We all know about Zaha, but the role of women in Baghdad’s architecture is greater than you might think
Given her recent work, it’s something of a surprise to learn that Ala Younis has never been to Baghdad. The Kuwait-born artist – and architect – has just opened her exhibition Plan for Feminist Greater Baghdad at the Delfina Foundation in London.
The installation comprises her 2015 show Plan for Greater Baghdad that was exhibited at the 56th Venice Biennale, plus a new addition, Plan (fem.) for Greater Baghdad, which was commissioned by the Delfina Foundation and Art Jameel. Both exhibitions focus on the buildings and monuments planned for Baghdad by Iraq’s changing regimes from the 1950s onwards – including Walter Gropius’s Baghdad University and Le Corbusier’s stadium and gymnasium – and how their progress was shaped by political agendas. But whereas the protagonists in the first show were men, in the new work, Younis finds a new narrative thread that draws out the largely untold roles played by women, from the female architect who helped facilitate Gropius’s commission through to Iraqi-born Zaha Hadid.
‘I realised that there are always two narratives, two sides, two images. There is always a duality,’ she says.
‘I’m hoping to tell the same story with the women,’ she adds, describing their stories as ‘hiding in the cracks’. ‘They were all people who had their own lives and dreams that were interrupted.’
Their stories emerge, sometimes just in fragments, through a dense collection of documents, photos and drawings interwoven with a chronological account of the changing political backdrop and its impact on the modern city of Baghdad. Younis has supplemented her investigative research with new, sometimes fictional, strands of narrative, as well as creating a new model of Le Corbusier’s gymnasium populated by female figures whose stories emerged during her research. This contrasts with the original show’s model, which was accompanied by male figures including Saddam Hussein and Corb himself.
This gymnasium is at the heart of the story – photos of the building taken by celebrated Iraqi architect and author Rifat Chadirji were the starting point for Younis’s project. Corbusier was commissioned to design a gymnasium and stadium in 1956 and it was finally built in 1978 and named after Saddam Hussein, who had recently come to power. During the Iraq war, American troops were stationed at the stadium for three years. Now named the Baghdad Gymnasium, the building has returned to its original use.

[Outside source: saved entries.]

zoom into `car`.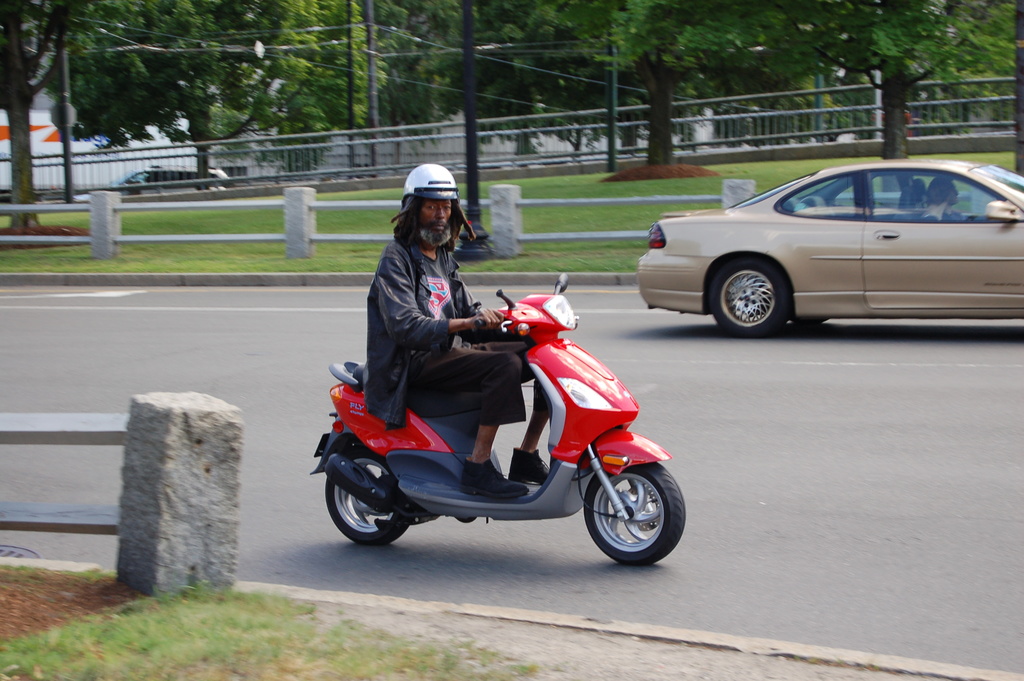
Zoom target: [637,154,1023,340].
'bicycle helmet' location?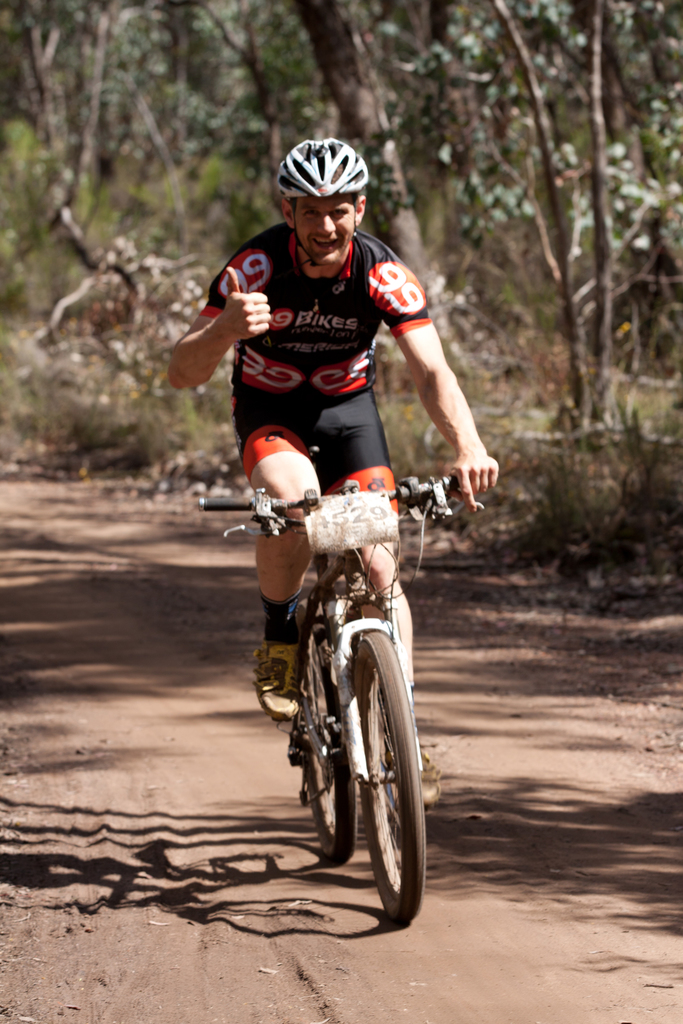
267,140,375,197
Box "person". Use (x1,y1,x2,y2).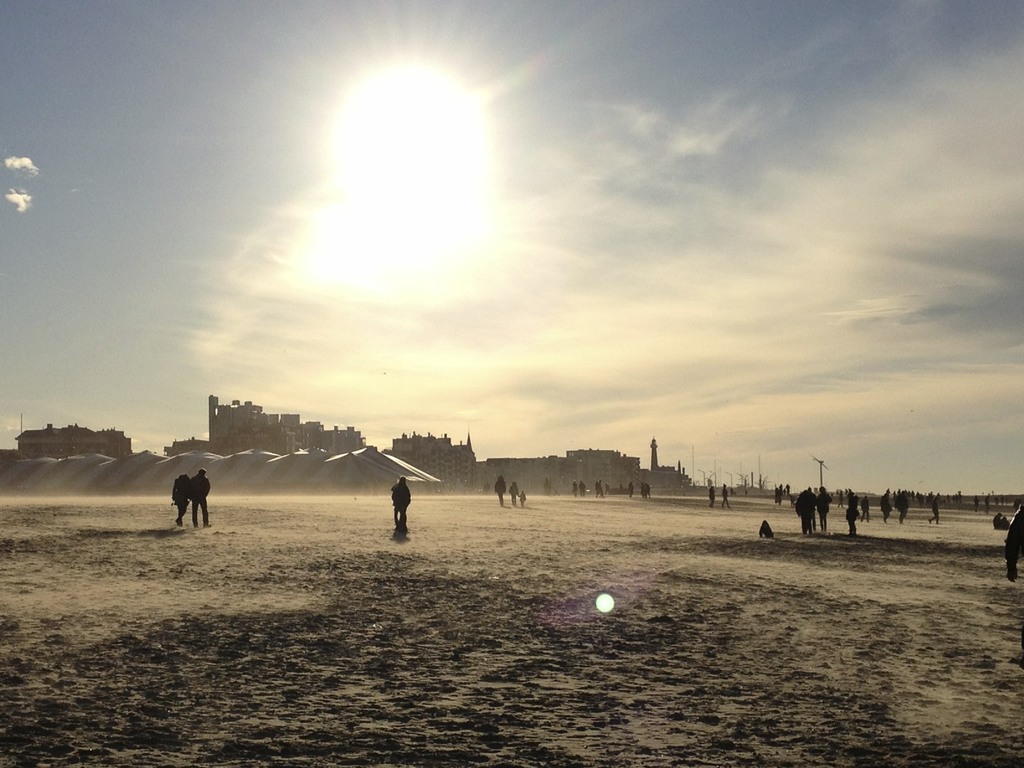
(1005,495,1023,583).
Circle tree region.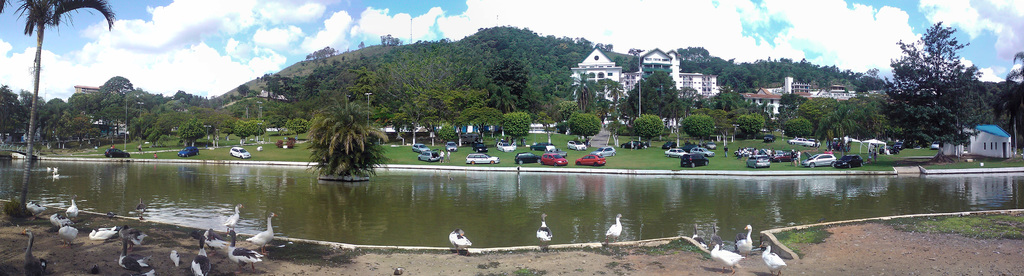
Region: x1=991, y1=47, x2=1023, y2=149.
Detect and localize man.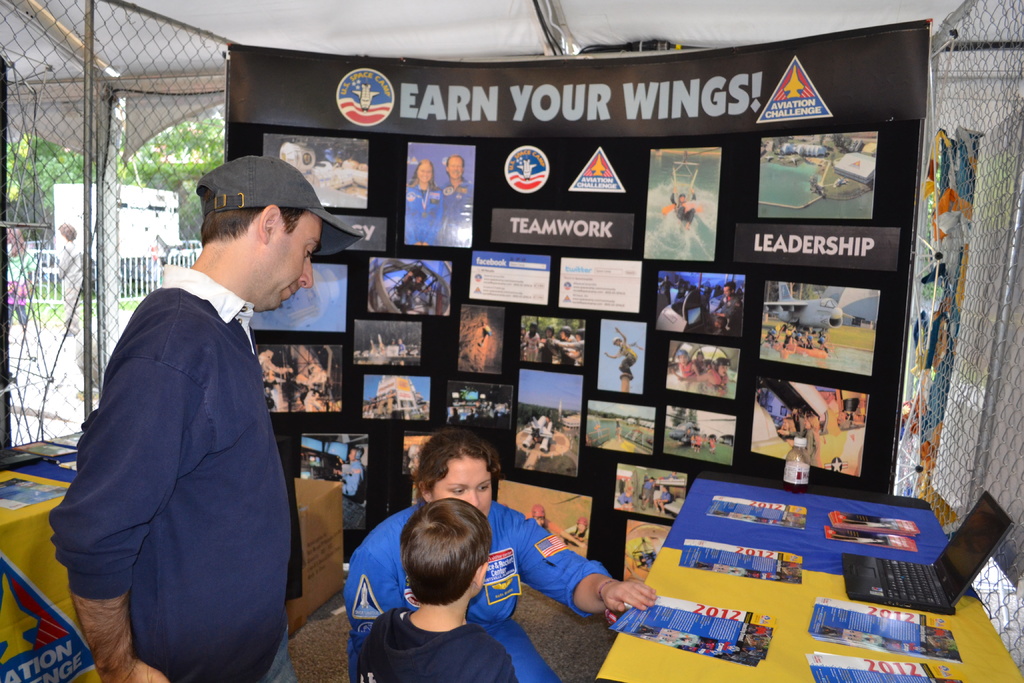
Localized at [441,155,468,256].
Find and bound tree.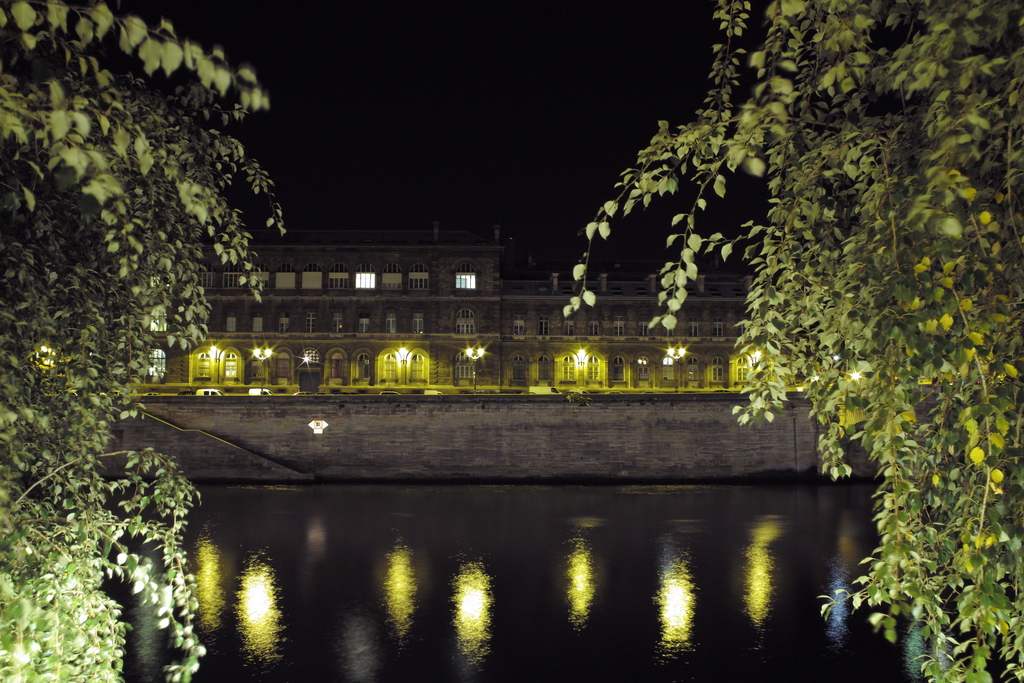
Bound: bbox(0, 0, 292, 682).
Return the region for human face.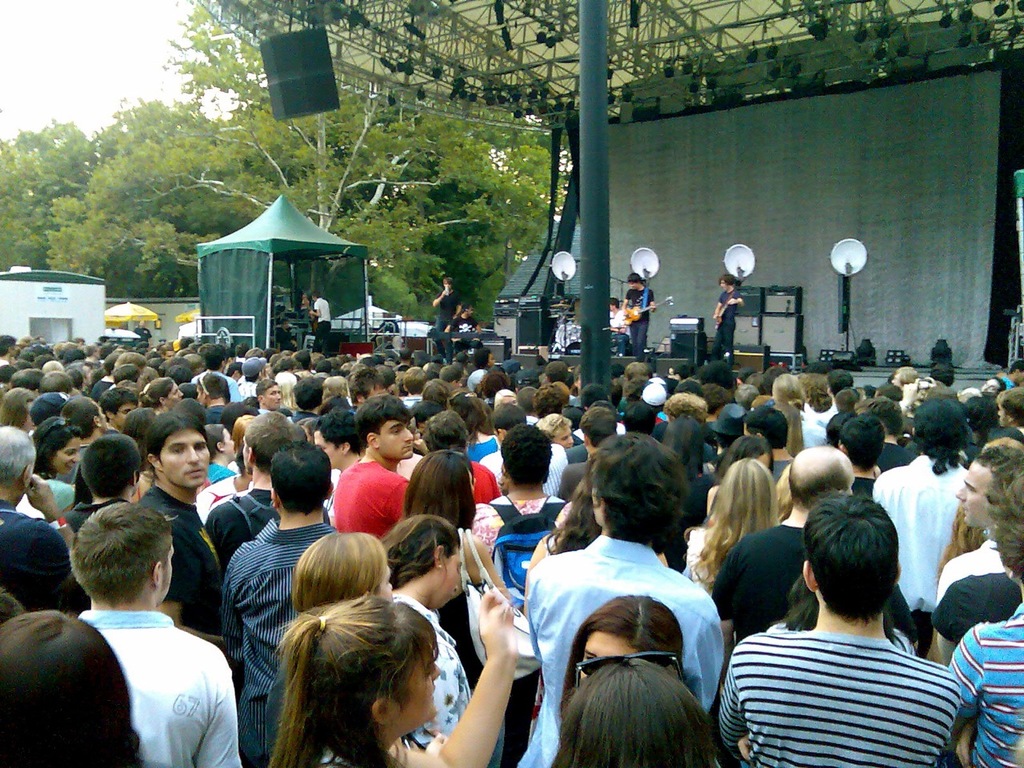
111,402,136,425.
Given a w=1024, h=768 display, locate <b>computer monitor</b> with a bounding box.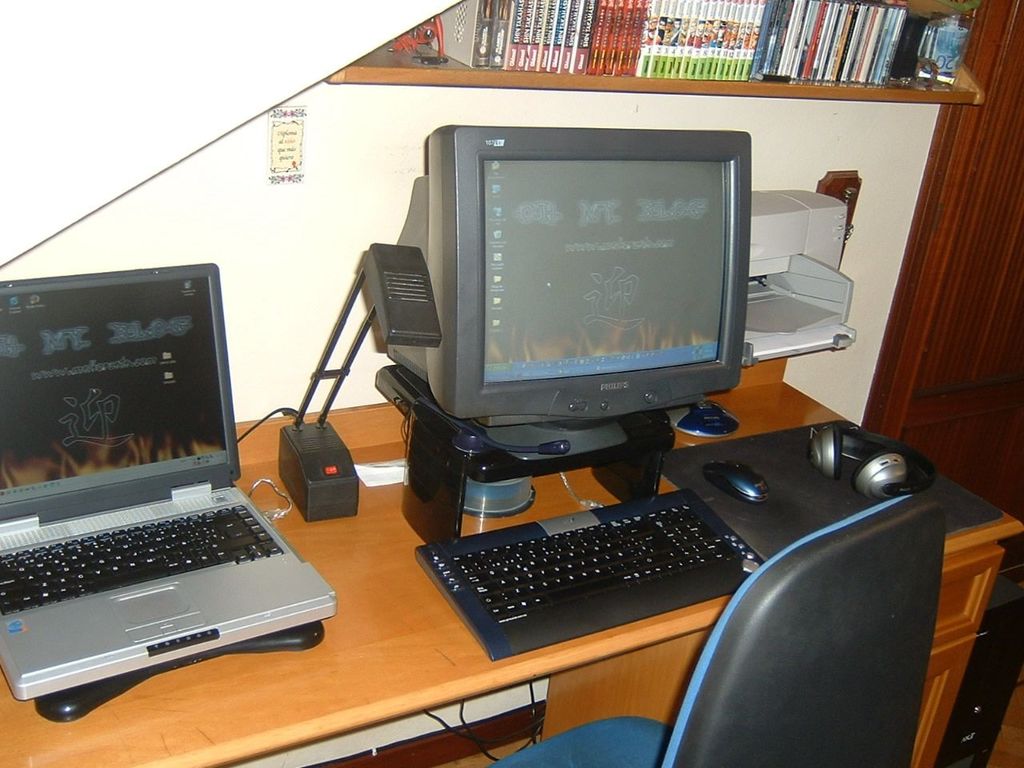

In this feminist version we meet some of the women who, behind the scenes and sometimes only fleetingly, were involved in the cultural scene that helped shape modern Baghdad. Some were the wives of male protagonists, some were architects (or both), artists, gallery directors and civil servants. Together, their stories form a richer context for the events that shaped the city. There is Ellen Jawdat, an architect who was involved in getting Gropius the commission for Baghdad University. Balkis Sharara, the wife of Chadirji, carried vital manuscripts and drawings in and out of Abu Ghraib prison until he was released because Saddam wanted him to design for his new regime. Azhar Al Karissi was a civil engineer at the Ministry of Transport known as ‘Mrs Iraq Development’ for her important role supervising key development projects such as train stations and airports under Saddam Hussein. She was imprisoned in 1997. An unnamed woman civil servant who revived the idea of building Le Corbusier’s then long-shelved gymnasium is pictured cradling a model of the building. Among the artists who pepper the narrative is Fahrelnissa Zeid, wife of the Iraqi ambassador in London, whose work was exhibited at the Tate last year. There’s also Hadid, whose then largely unbuilt work was highly influential in the Baghdad architectural scene of the 1990s, although her 2011 design for the Central Bank of Iraq has not yet been built.
These women are all represented by Younis as 3D-printed figures around the gymnasium model adopting gestures from figures from the city’s famous modernist Liberty Monument, built to celebrate the establishment of the republic in 1958.
This exhibition is fascinating although it does require close attention – it’s a dense, layered narrative that can be hard to get to grips with for those unfamiliar with the history of the city and the key figures who have shaped it. The artist is considering plans for a book, a format which should serve the material well.
She hopes the new exhibition will give visitors an image of Baghdad that reveals something of the complexities of the city, and the huge impact that the decades of political and military conflict have had on everyday lives.
A further installment may be the offing at some point, possibly on the experiences and influence of the many architects and artists who left Iraq and settled both in London and in Amman in Jordan, where Ala Younis is based.